Uncorrectable Bit Error Rate (UBER) or Nonrecoverable Read Errors (NRE) is the other important factor that hurts HDDs in RAID environments. The UBER (or NRE) represents how often a disk will be unable to correctly return a requested sector. These values are reported in terms of undeliverable sectors per bits read. For enterprise capacity HDDs, UBER is 1 sectors per 10^15 bits read; for enterprise performance HDDs, it jumps to 1 sector per 10^16 bits read; Data Center SSDs are 10 times better than that with 1 sector per 10^17 bits read. With RAID 1 mirroring or RAID 5 striping with parity, encountering an UBER event results in a whole in the rebuilt data on the new drive. The point of RAID 6 is to minimize the likelihood of that. RAID 6 comes with costs as well, higher redundancy means less capacity for the same spend. RAID 6 write performance with the need to calculate and write two parity blocks suffers compared to RAID 5 with one parity block.

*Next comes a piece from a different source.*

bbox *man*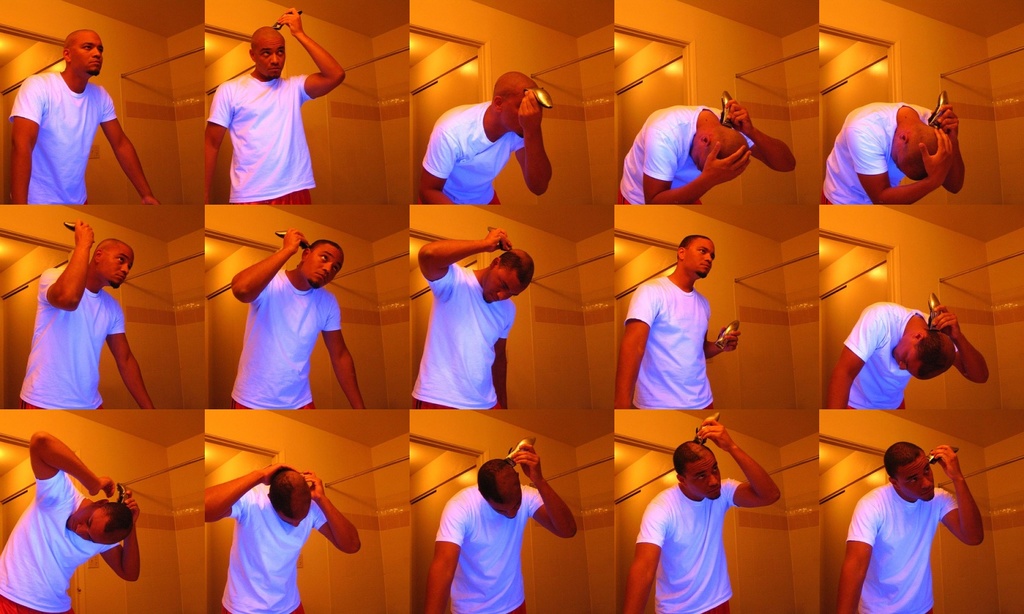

Is UBER something that you actually need to worry about? Consider a modest array of (10) 2.4TB performance HDDs would need to read almost 2×10^13 bits meaning that the probability is 0.2% during a single rebuild. That is not terrible but it is not great, either. What is the cost of one lost RAID stripe somewhere in the data which is being recovered? Well, if that were in the middle of a database, for example, it likely means the corruption of the database. And even with less sensitive data, the file system will certainly be impacted by the missing data. If the array is instead (10) 10 TB enterprise capacity drives, that probabilty of data loss jumps to more than 7% and RAID 6 becomes a must. If the array is (10) 2TB SSDs, the probability drops to 0.02% which is much more tolerable. And by the way, if RAID 5 rebuild times with disks might be measured in days, RAID 6 rebuild times with disks might be measured in weeks.
Yes. The price of a server with a given capacity of data center SSD storage is certainly going to be higher than designing the same capacity with hard disk drives. How much higher depends somewhat on understanding your data and the endurance demands it is going to place on the Flash storage. For some applications, the higher risk of losing data or much higher impact of performance degradation during rebuild are probably acceptable. For many applications, the higher reliability of SSDs and the much lower impact of SSD RAID events make that decision an easy one. The fact that the SSD RAID is also going to deliver “disk-impossible” performance is a benefit that no user or developer or CIO is going to complain about.
Just found an interesting read at
https://www.storagenewsletter.com/2019/03/14/how-reliable-are-ssds-backblaze/
discussing the relative reliability of SSDs and HDDs.
When configuring systems with SSDs, ion always recommends that the SSDs be “over-provisioned”, made to seem a bit smaller, because of the big impact that has on both endurance and random write performance over the life of the drive.
https://www.intel.com/content/www/us/en/products/docs/memory-storage/solid-state-drives/data-center-ssds/over-provisioning-nand-based-ssds-better-endurance-whitepaper.html
backs up that recommendation with both explanation and test data.